One of the reasons the skyscraper evolved, of course, has to do with a shortage of land on which to build. As cities became dense, the only place to build was up. But that is not the case on Long Island.

Tall buildings also come with a host of technological complexities regarding security and life-safety. But more than anything, the urban model is hard to justify in the suburban setting.

Other tall buildings on Long Island, such as Nassau Medical Center, the D'Amato Courthouse in Central Islip, even the campanile water tower at Jones Beach, served singular purposes that dictated their size.

The Lighthouse, with no discernible street entrance, resembles a CD-storage tower with interlocking floors wedged into a full-length metal sheath. At the apex a high beam, more Cyclops than beacon, will project light into the night sky.
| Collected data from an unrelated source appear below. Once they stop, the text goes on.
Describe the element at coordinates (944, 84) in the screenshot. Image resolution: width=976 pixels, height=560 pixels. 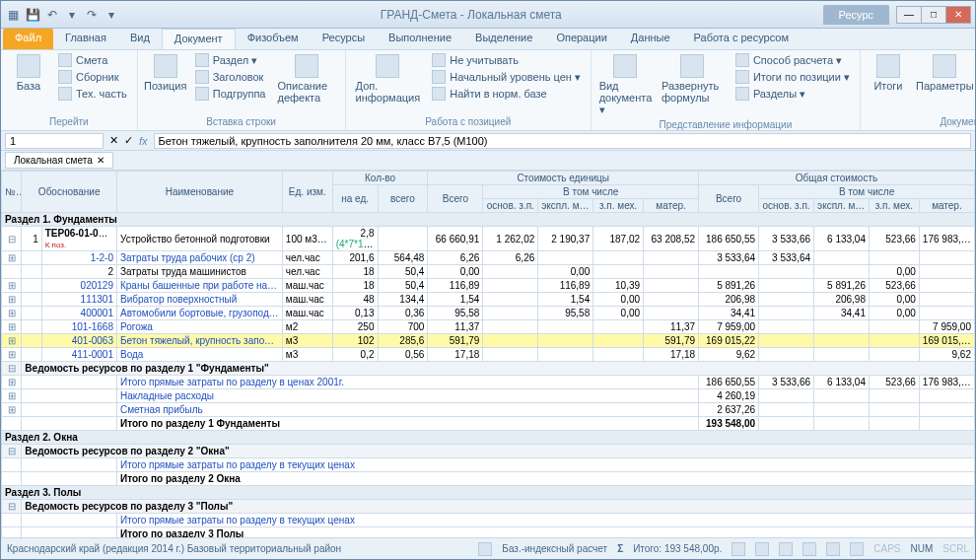
I see `params-button: Параметры` at that location.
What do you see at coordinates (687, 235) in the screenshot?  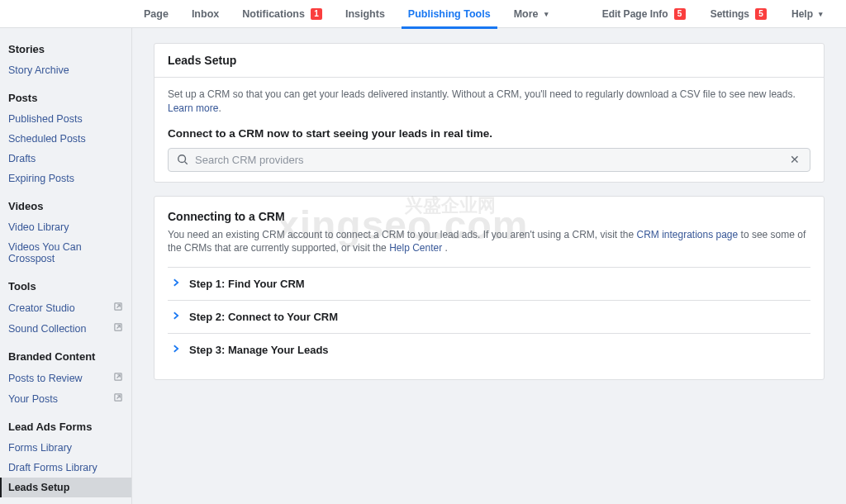 I see `crm-integrations-link: CRM integrations page` at bounding box center [687, 235].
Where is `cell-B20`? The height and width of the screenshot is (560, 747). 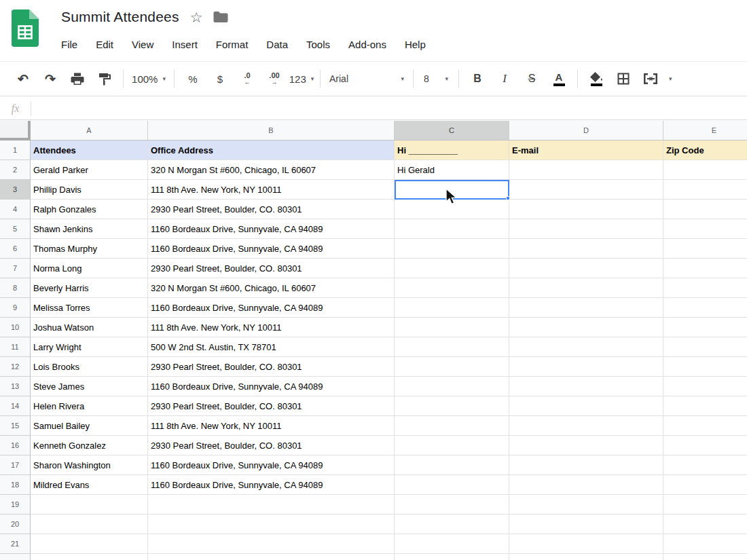
cell-B20 is located at coordinates (272, 524).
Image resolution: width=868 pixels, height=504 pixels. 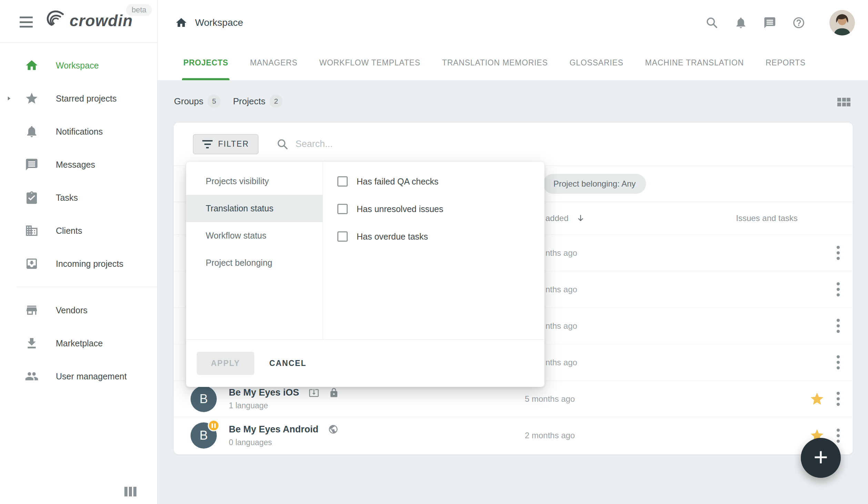 I want to click on project-title: Be My Eyes iOS, so click(x=264, y=392).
This is two buildings in one, a 20-story hotel with its lobby on the 40th floor and condominiums below. With 77 acres as a base, why not scale down the tower into several structures that could reflect a more human scale with open space. The promise of openness is, after all, the representative hallmark and symbolic identity of suburbia.

As proposed, the complex, whose other edifices are also idiosyncratic in their borrowings from history, cannot be divorced from the tower. But the buildings are not integrated with the Lighthouse.

The conference center has the curvaceous look of Jorn Utzon's Sydney Opera House blended with Eero Saarinen's TWA terminal at Kennedy Airport. The revamped Coliseum, with its façade seemingly wrapped by a curtain, resembles a Hollywood stage set complete with giant HD video screen projected toward the Amphitheater in an elliptical plaza reminiscent of the Capitol in Rome.

The connections to Long Island are in the details. To bring life into an inherently sterile space, multi-story canvas sails will offer protection from the elements and remind us of the Island's character. A 50-foot-tall ice and water sculpture will recall our relationship to water. Spinning wind turbines, commendably added for energy savings, are more akin to Long Island's heritage than just about anything else in the design.

What the project does not address are the age-old questions of architecture. It does not really examine the recasting of form, light, the making of spaces, circulation and movement and how these elements can be juggled to solve the issues of function and symbolism in unique ways. The real question is how to create an honest reality that can delight, inspire and serve to uplift the human spirit and, in turn, the local economy.

As is, it looks as if the Lighthouse will miss the boat.

Anne Surchin is a Sag Harbor architect. She is co-authoring a book about houses of the East End from 1880 to 1930, to be published in 2006.